Central Pacific
parent posts best
quarter in history
The $4.3 million gain is
By Russ Lynch
bankrolled by increased loans and
deposits and a reduction in staffing
Star-BulletinCPB Inc., the parent of Central Pacific Bank that is restructuring to cut costs, today reported its highest quarterly profit in the company's 45-year history.
The bank-holding company said it had a third-quarter profit of $4.3 million, up 10.3 percent from $3.9 million in the year-earlier quarter. The per-share profit of 44 cents for the quarter ending Sept. 30 was up 15.8 percent from 38 cents a year ago because the company had fewer shares outstanding after a stock buy-back program.

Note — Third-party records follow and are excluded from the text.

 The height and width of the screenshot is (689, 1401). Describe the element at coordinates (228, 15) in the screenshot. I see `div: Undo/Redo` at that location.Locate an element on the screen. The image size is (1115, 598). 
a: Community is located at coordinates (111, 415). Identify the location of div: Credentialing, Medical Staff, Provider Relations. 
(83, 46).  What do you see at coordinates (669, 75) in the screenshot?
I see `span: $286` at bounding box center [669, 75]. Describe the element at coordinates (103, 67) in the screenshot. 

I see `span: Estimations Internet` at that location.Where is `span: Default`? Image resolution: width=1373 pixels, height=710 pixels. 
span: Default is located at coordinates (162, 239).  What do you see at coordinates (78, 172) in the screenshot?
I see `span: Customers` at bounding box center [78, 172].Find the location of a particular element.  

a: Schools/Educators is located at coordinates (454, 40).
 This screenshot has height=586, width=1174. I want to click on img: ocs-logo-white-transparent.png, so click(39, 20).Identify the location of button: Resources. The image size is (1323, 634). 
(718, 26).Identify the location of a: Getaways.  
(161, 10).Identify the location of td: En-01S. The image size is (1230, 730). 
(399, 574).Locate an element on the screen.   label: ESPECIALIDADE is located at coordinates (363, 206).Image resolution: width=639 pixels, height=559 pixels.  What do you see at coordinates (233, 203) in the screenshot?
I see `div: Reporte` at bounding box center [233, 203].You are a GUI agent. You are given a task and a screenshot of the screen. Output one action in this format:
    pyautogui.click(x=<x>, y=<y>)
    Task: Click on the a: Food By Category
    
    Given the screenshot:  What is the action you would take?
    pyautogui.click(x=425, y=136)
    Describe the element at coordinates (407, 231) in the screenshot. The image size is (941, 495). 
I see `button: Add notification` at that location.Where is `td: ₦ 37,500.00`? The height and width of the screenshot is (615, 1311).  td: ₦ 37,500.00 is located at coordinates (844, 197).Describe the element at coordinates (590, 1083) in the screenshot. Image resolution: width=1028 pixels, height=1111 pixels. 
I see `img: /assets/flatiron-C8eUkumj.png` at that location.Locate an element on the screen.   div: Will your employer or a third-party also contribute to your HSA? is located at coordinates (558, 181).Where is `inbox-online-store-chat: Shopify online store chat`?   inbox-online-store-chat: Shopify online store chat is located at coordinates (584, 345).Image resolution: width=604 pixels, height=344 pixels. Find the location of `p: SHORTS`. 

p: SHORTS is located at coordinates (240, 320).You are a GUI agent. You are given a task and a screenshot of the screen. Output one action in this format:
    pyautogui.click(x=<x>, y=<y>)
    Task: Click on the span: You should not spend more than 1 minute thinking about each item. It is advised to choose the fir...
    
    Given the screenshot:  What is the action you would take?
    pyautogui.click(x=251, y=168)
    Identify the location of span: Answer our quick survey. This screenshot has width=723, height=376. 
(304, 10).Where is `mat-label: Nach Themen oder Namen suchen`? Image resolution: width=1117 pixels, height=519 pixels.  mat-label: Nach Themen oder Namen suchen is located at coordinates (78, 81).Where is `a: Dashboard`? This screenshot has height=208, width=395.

Honolulu-based CPB said the profit was partly due to increased net interest income, achieved through a higher volume of loans and deposits, and a larger interest spread, the difference between the income from lending money and the cost of borrowing it.
In August, CPB announced a restructuring plan designed to improve efficiencies that would cut about 10 percent of its nearly 600 jobs over the next three years.
In today's earnings announcement, CPB said a reduction in staff and income from fees also helped boost its bottom line. Nonperforming and delinquent loans were down 28.2 percent at $17.1 million, from a year-earlier $23.8 million.
At the end of September, CPB had assets of $1.6 billion, up 5.3 percent from $1.52 billion a year earlier. Deposits of $1.26 billion were up 5.9 percent from $1.19 billion at the end of the 1998 quarter, and net loans of $1.14 billion were up 9.6 percent from $1.04 billion. Central Pacific Bank is the third largest bank in the state, behind the Bank of Hawaii and First Hawaiian Bank.